Taisakan questions bill creating a DPL board
Northern Islands Mayor Valentin I. Taisakan is urging the Legislature to conduct more public forums on the proposed measure reinstating the board of directors to oversee the Department of Public Lands.
While he agrees with the need to re-address land management policy and the function of DPL, Taisakan said the participation of the public in an open forum tends to produce a more permanent and stable land management policy for the benefit of all in the Commonwealth.
Sen. Jude U. Hofschneider recently introduced Senate Bill 16-42 to reinstate the board of directors that used to govern DPL’s predecessor, the Marianas Public Lands Authority.
Hofschneider said the bill would add greater control to an agency that has too much autonomy.
Hofschneider said Public Law 15-2, which created DPL, replaced the board with a single secretary. He said this arrangement has resulted in numerous complaints because DPL is “unresponsive” to the desires of persons of Northern Marianas decent “who own the public lands being administered by the DPL.”
Hofschneider said it had been three years since the law was enacted but the “homestead program has seen little, if any movement.”
DPL Secretary John S. Del Rosario was still preparing his reactions and views on the proposed bill when sought for comments.
In a letter to Rep. Ramon Tebuteb, chairman of the House Committee on Natural Resources, Taisakan wrote that if the Legislature is dissatisfied with how DPL is managing the homestead program, they must inquire with the department about this.
“But if the Legislature strongly believes that the way to address and expedite the issuance of homestead lots to qualified applicants in the Commonwealth is by way of approving SB 16-42, then it must be clearly expressed in this bill as to how it will be done,” Taisakan told Tebuteb.
Taisakan said there is nothing in the proposed measure that provide ways to improve, develop and mandate the issuance of homestead to qualified applicants in the CNMI.

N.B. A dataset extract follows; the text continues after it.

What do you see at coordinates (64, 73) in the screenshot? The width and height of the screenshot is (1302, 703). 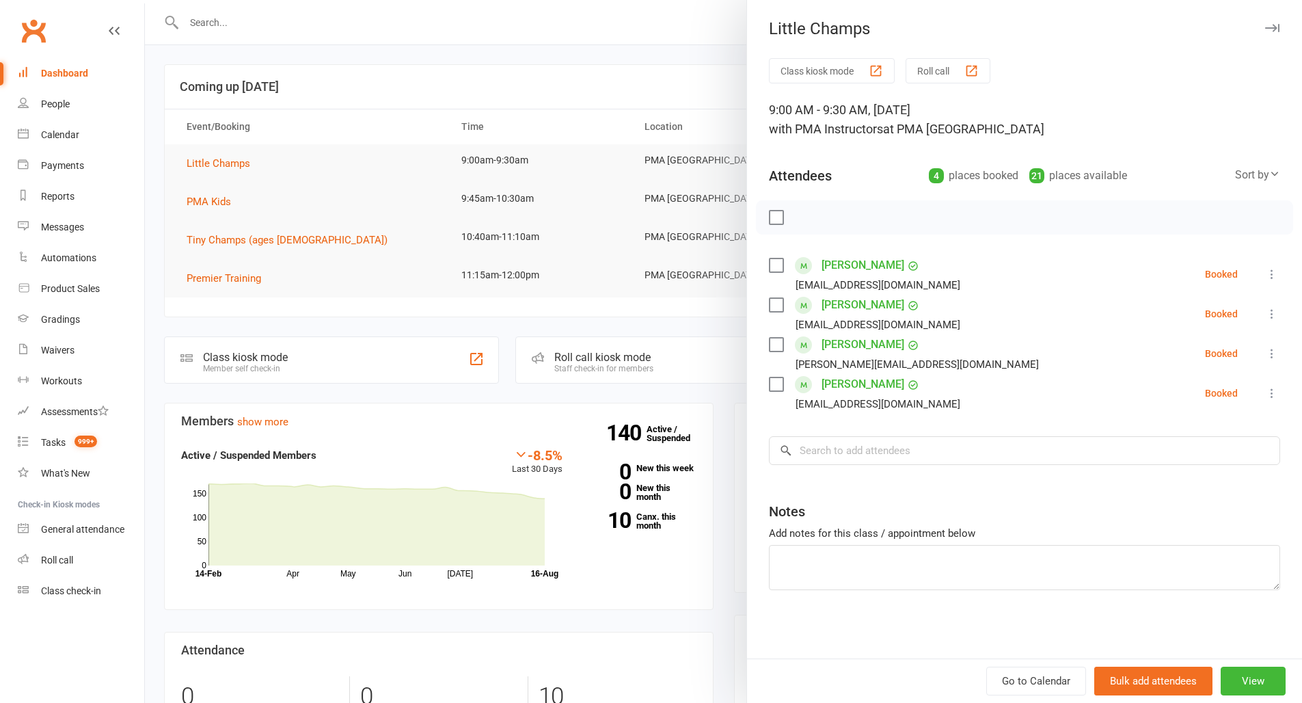 I see `div: Dashboard` at bounding box center [64, 73].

He said the reinstatement of the board is not a guarantee that the homestead program will be better developed and expedited because the bill may defeat its intended purpose.
Taiskan questioned a provision in the bill that states “no interest in public land shall be transferred except upon approval by the board of the particular interest and any attempted transfer of such an interest without prior board approval shall be void and of no effect.”
He said this contradicts how interest in public land shall be transferred, adding that it is an unjust policy to seek the board’s prior approval.
“This type of provision does not serve the Commonwealth’s best public interest and should not be authorized,” he said.
Another questionable amendment, he said, is a provision authorizing compensation to board members while attending official board meetings, including travel costs and per diem.
“We should learn from past experience that such openhanded provision or policy has been overly abused, which has cost the CNMI hundreds of thousands of dollars or more,” Taisakan noted.
He also questioned the lack of explanation on the functions of the deputy administrators, by the mayors of the respective senatorial district.
Such responsibilities will fall directly under the political supervision and management of the mayors, he said.
He also said that since the funding for the deputy administrator’s position for the first and second district will be source from DPL’s operations bank account, such withdrawal should be authorized only for such purpose.
But since this concern is not addressed in the proposed measure, such funds, he said, may be subject to abuse.
He said the CNMI could not afford to allow a separate land management policy to be established and managed by individual senatorial districts.